Sean Gormley claims that cops who break the law should be treated just like everybody else ("Police officers who break the law do face consequences," Oct. 6). He's right. They should.

In support of this statement, he says, "In America, people accused of crimes have a right to due process. Police officers are no exception." Right again. But he left some stuff out.

The first thing he neglects to mention is that when cops commit crimes, they're entitled to a second level of due process, involving their employment, that most of the rest of us don't enjoy.

Due process involves being given notice of what you've done wrong, an opportunity to defend yourself, and a guarantee that whatever is decided about you will be based on law and justice. If I'm charged with the crime of domestic assault, for instance, I'm entitled to a jury trial and all of the due-process rights that go along with having one. So is the cop. But there's more to it than that.

Let's say that the cop and I have identical cases. We both go to trial, and we both lose.

Now, let's say I'm an at-will employee of a business. Unlike the cop, I've never sworn an oath to uphold the law and then turned around and violated it. But after I'm convicted, or maybe before, my boss fires me. I have no due-process right to a hearing to contest being fired. I can, if I choose, try to sue my employer at my own expense. But I won't, because having been found guilty I have no chance of winning and I most likely can't afford it.

The cop, on the other hand, calls Gormley at the police union, or Lt. Bob Kroll if he's a Minneapolis cop, and an elaborate disciplinary process, which costs the cop nothing except his union dues, begins.

All too often, this process has led to bad cops being reinstated or retained on their jobs, thanks to labor concessions negotiated by police unions that the rest of us could only dream of having.

The recent Star Tribune series on police discipline ("Shielded by the badge," Oct. 1-4) amply documents how hard it is to get rid of bad cops and how often getting rid of them is not even attempted.

In sum, cops don't get equal treatment on the due-process front. They get better treatment. It baffles me why people who violate the law while being tasked with making the rest of us obey it should get this second shot of due process — or how people like Gormley can claim that cops who have this benefit are somehow misunderstood victims.

Gormley also offers the premise that "[o]ur society and our justice system are based on the notion that when a person is convicted of a crime, that individual should pay an appropriate debt to society ... [and] be given an opportunity to return to normal life."

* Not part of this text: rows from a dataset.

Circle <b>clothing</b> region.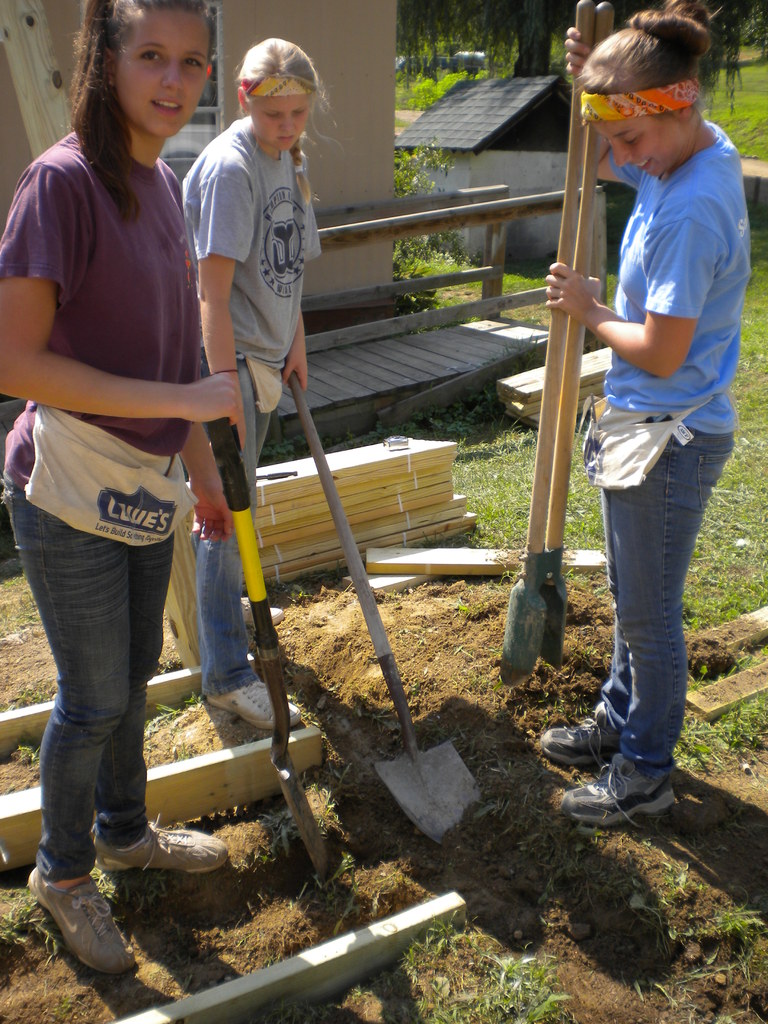
Region: x1=605 y1=419 x2=687 y2=772.
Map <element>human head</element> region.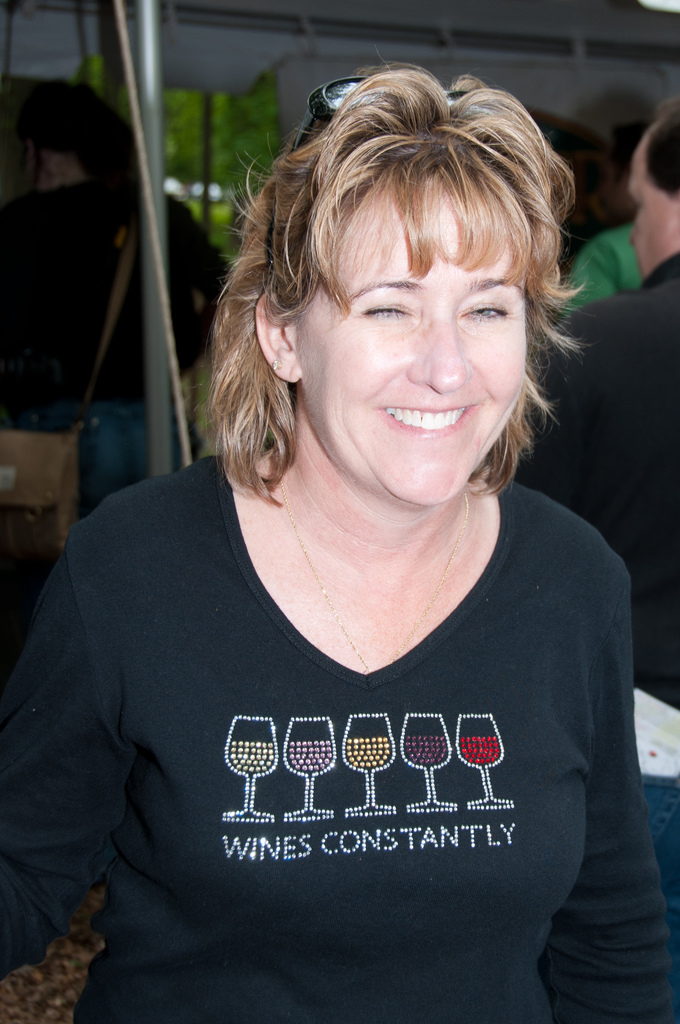
Mapped to 144:67:576:568.
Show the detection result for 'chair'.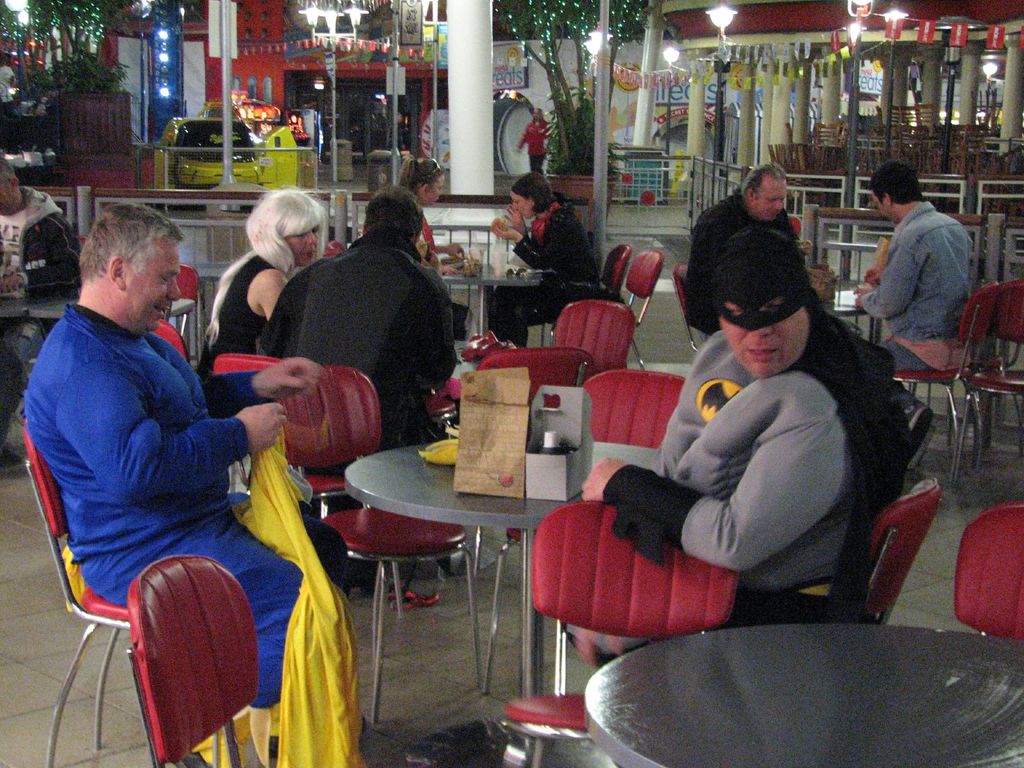
{"left": 558, "top": 300, "right": 634, "bottom": 380}.
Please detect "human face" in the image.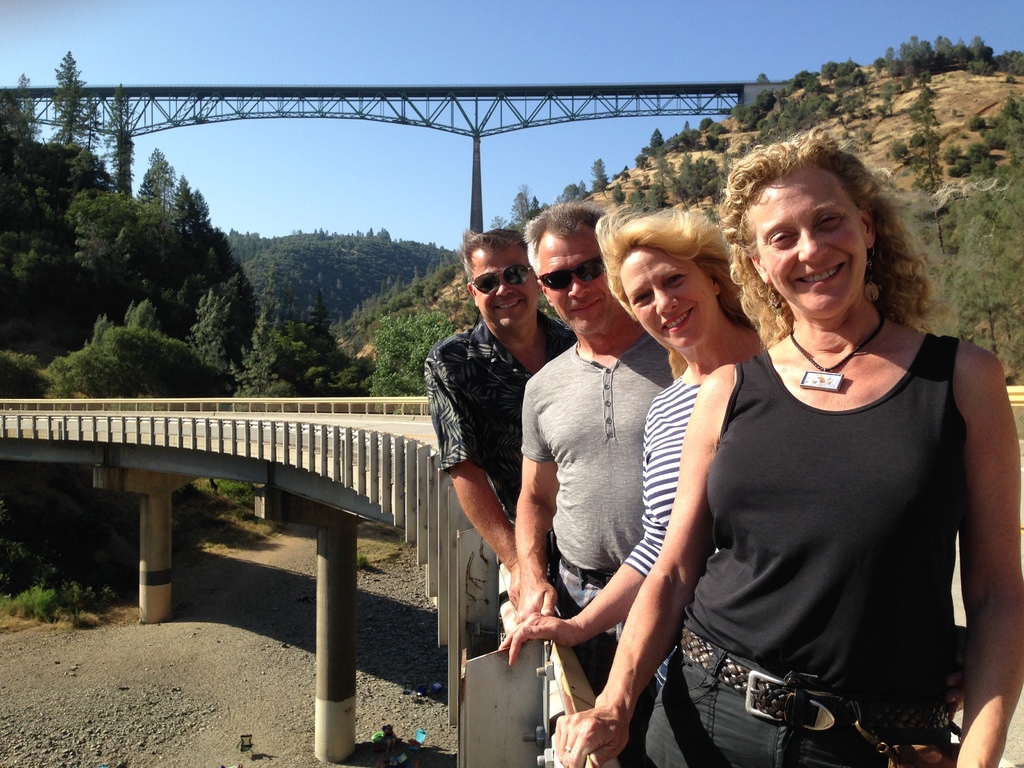
Rect(536, 223, 611, 337).
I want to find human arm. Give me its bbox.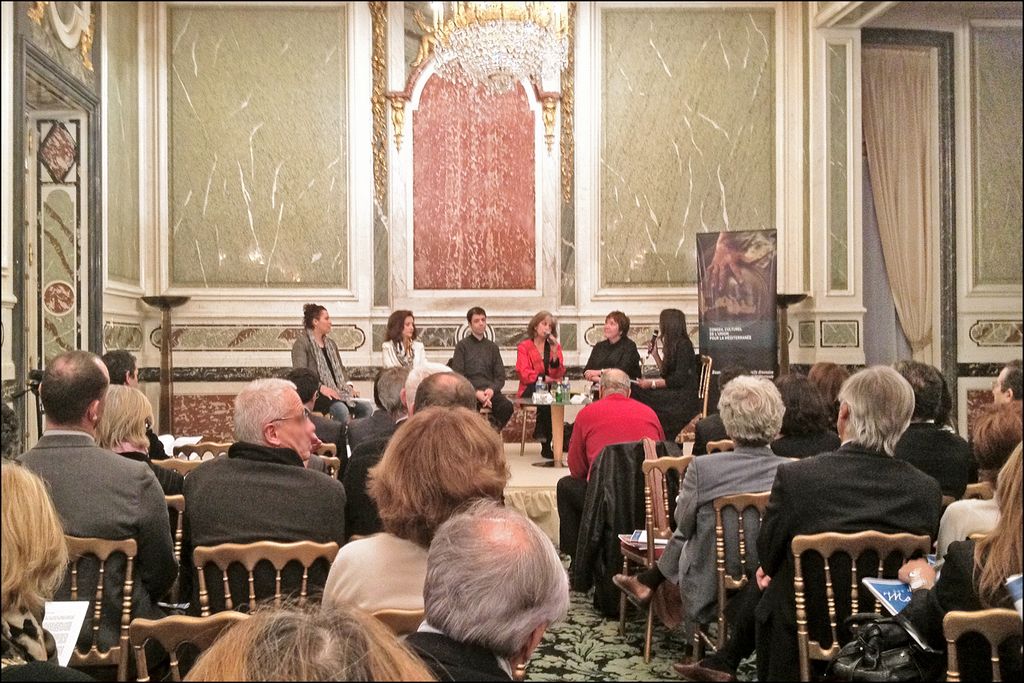
640,333,664,379.
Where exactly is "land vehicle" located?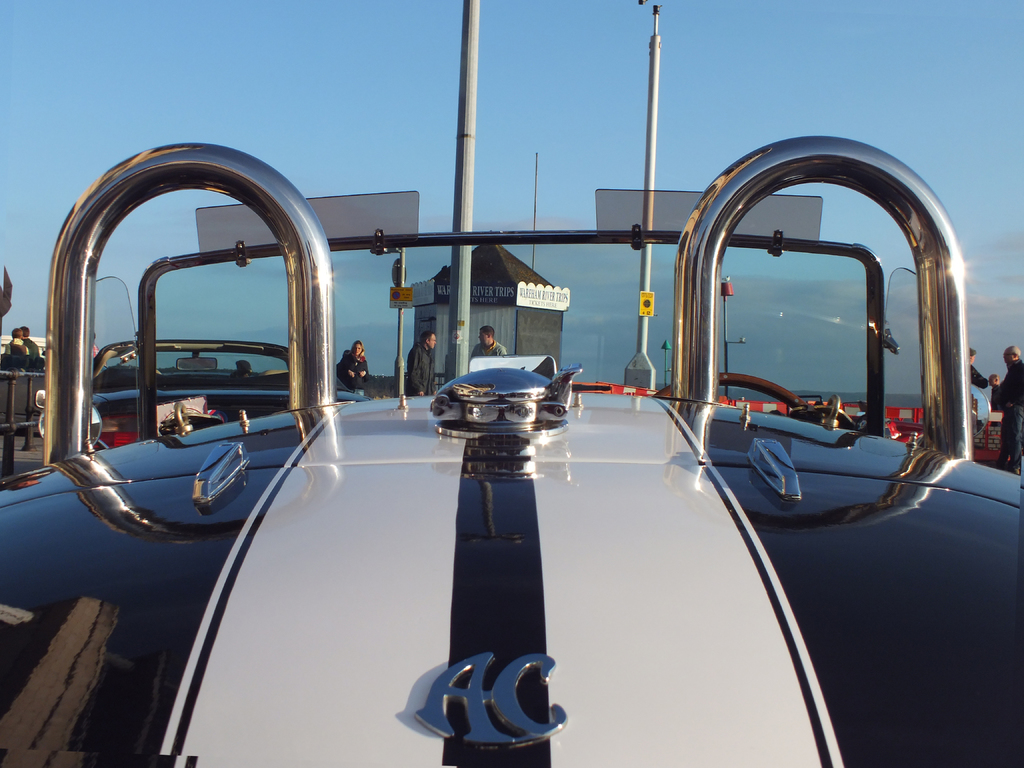
Its bounding box is (0,134,1023,767).
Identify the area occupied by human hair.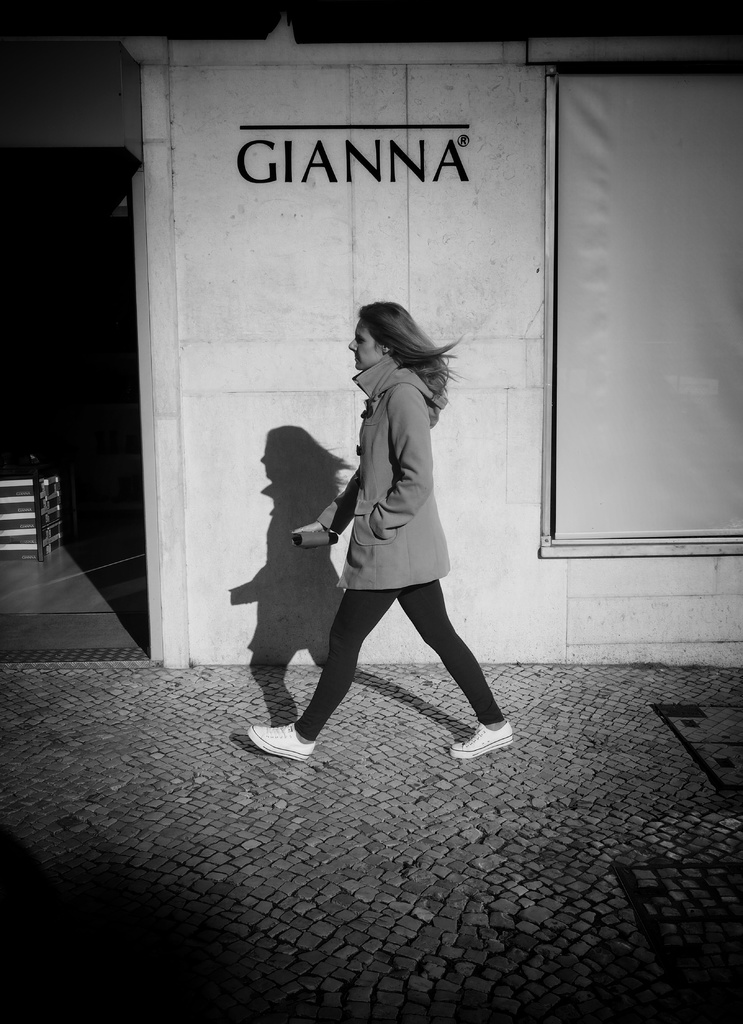
Area: 343 288 450 407.
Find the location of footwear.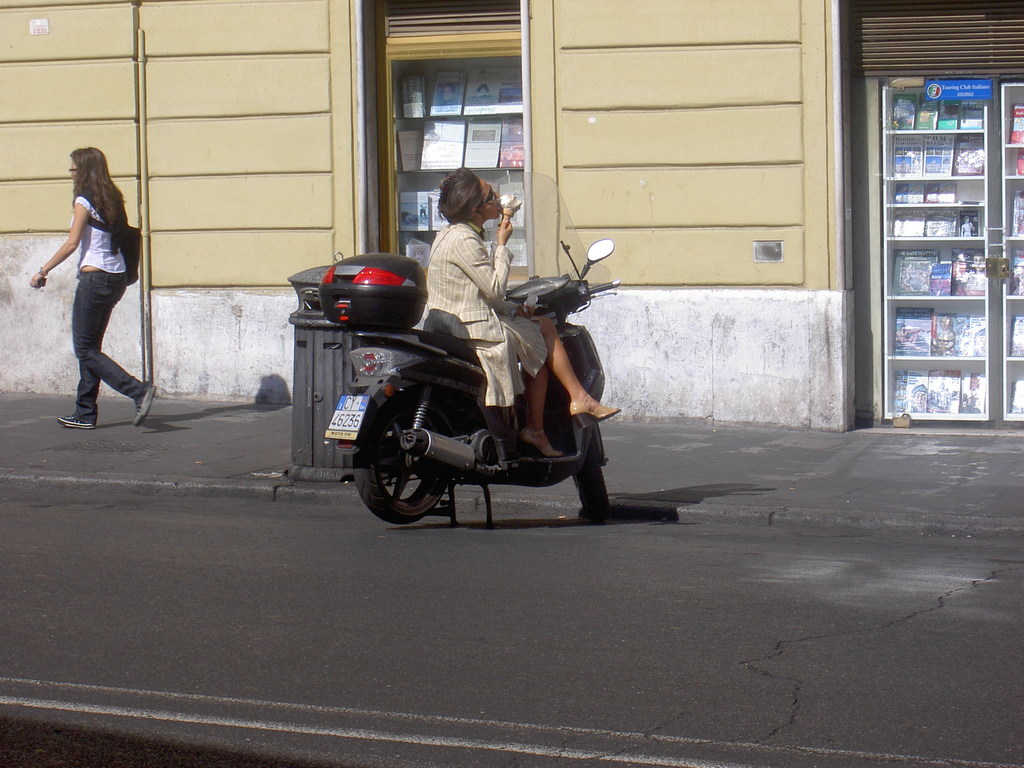
Location: <bbox>520, 430, 569, 458</bbox>.
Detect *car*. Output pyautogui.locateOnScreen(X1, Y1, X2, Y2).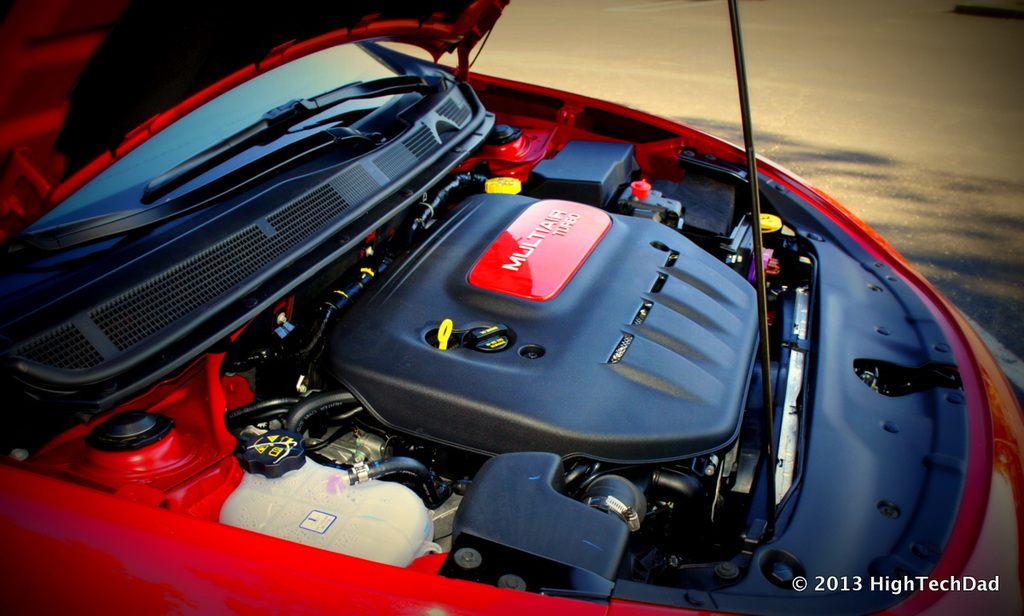
pyautogui.locateOnScreen(44, 15, 999, 614).
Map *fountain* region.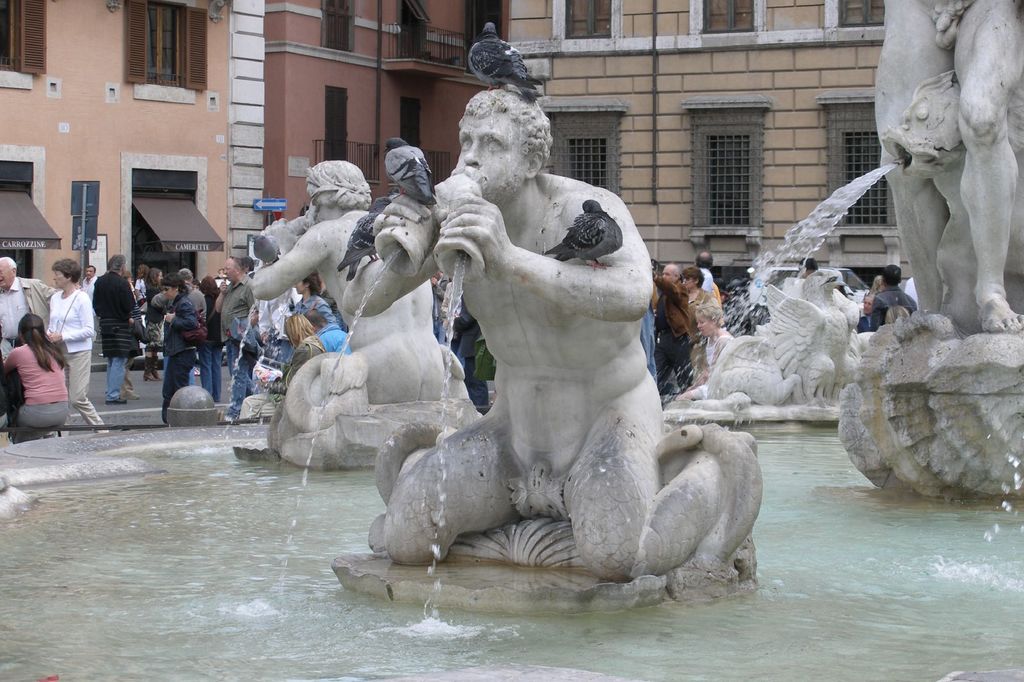
Mapped to (0,0,1023,681).
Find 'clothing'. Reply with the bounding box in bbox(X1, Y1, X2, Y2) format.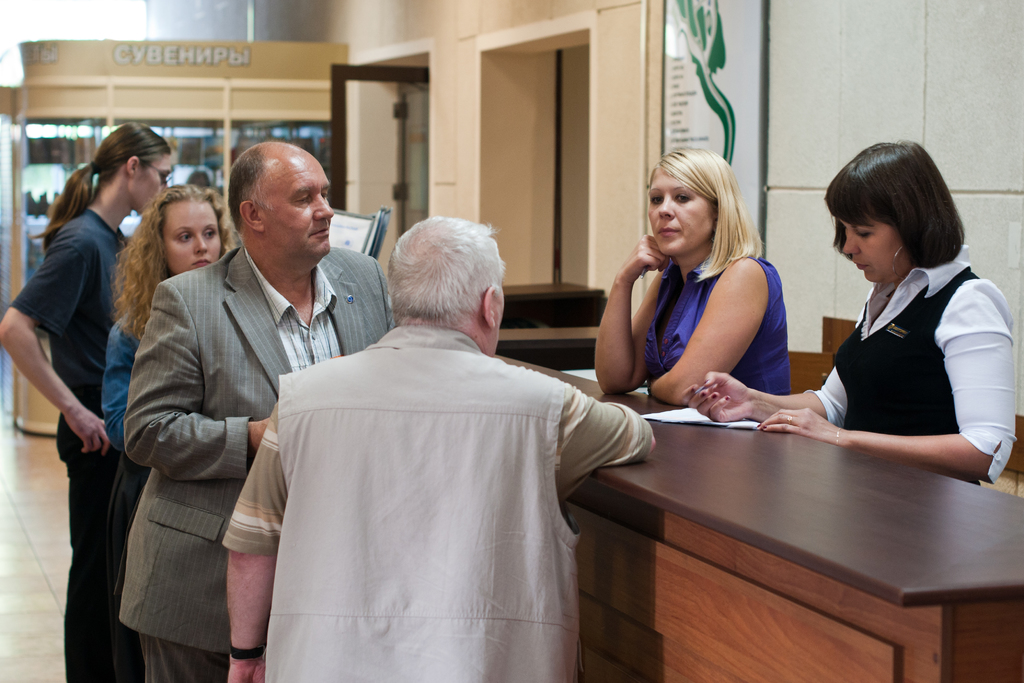
bbox(639, 251, 793, 396).
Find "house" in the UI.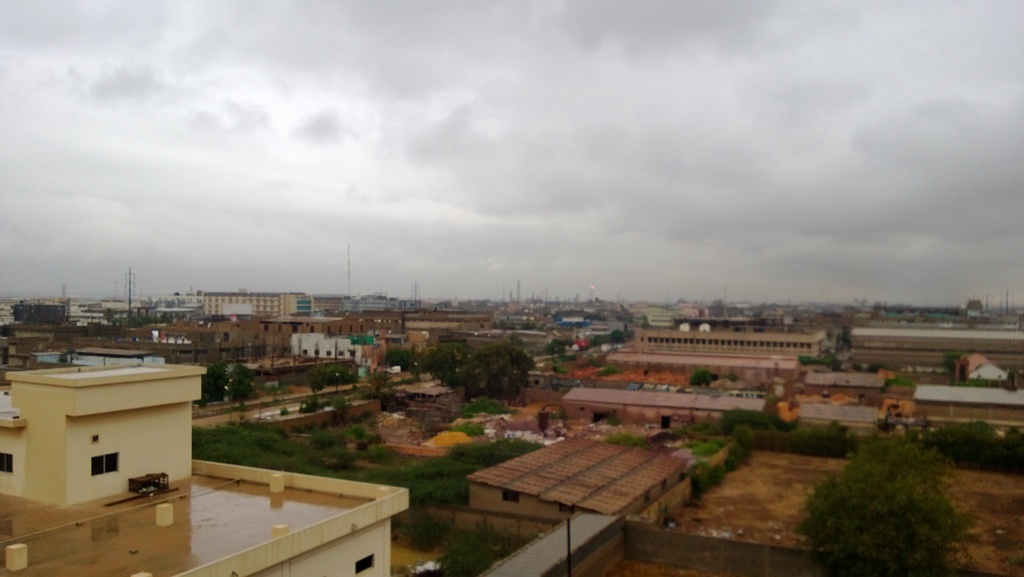
UI element at (left=0, top=362, right=410, bottom=576).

Our society and our criminal-justice system are based on no such notion. Not anymore. That idea went out the door with the war on drugs and arguably was never true for people of color.

The minute a criminal or traffic charge is filed against an adult, that charge becomes public record, and its mere existence is available to prospective employers, prospective landlords, military recruiters, employment licensing agencies and anybody else who wants to — or is required to — run a background check on applicants. And check they do.

Ask a 19-year-old who has shoplifted a tube of lipstick from a big-box store and now wants to make a career in retail whether paying the criminal penalty for the shoplifting has allowed her to return to normal life. Maybe in a full-employment economy, where a retailer has to lower its standards to attract employees, someone might take a chance on her. But as a Hennepin County public defender who finished my career in the years right after the 2008 housing bubble burst, I had to tell that 19-year-old that she might never be able to get a job in retail, even if I got her case dropped.

In this unforgiving world we live in, why should a cop who breaks a law he's sworn to uphold expect anything better?

Richard G. Carlson, of Minneapolis, is a retired assistant public defender.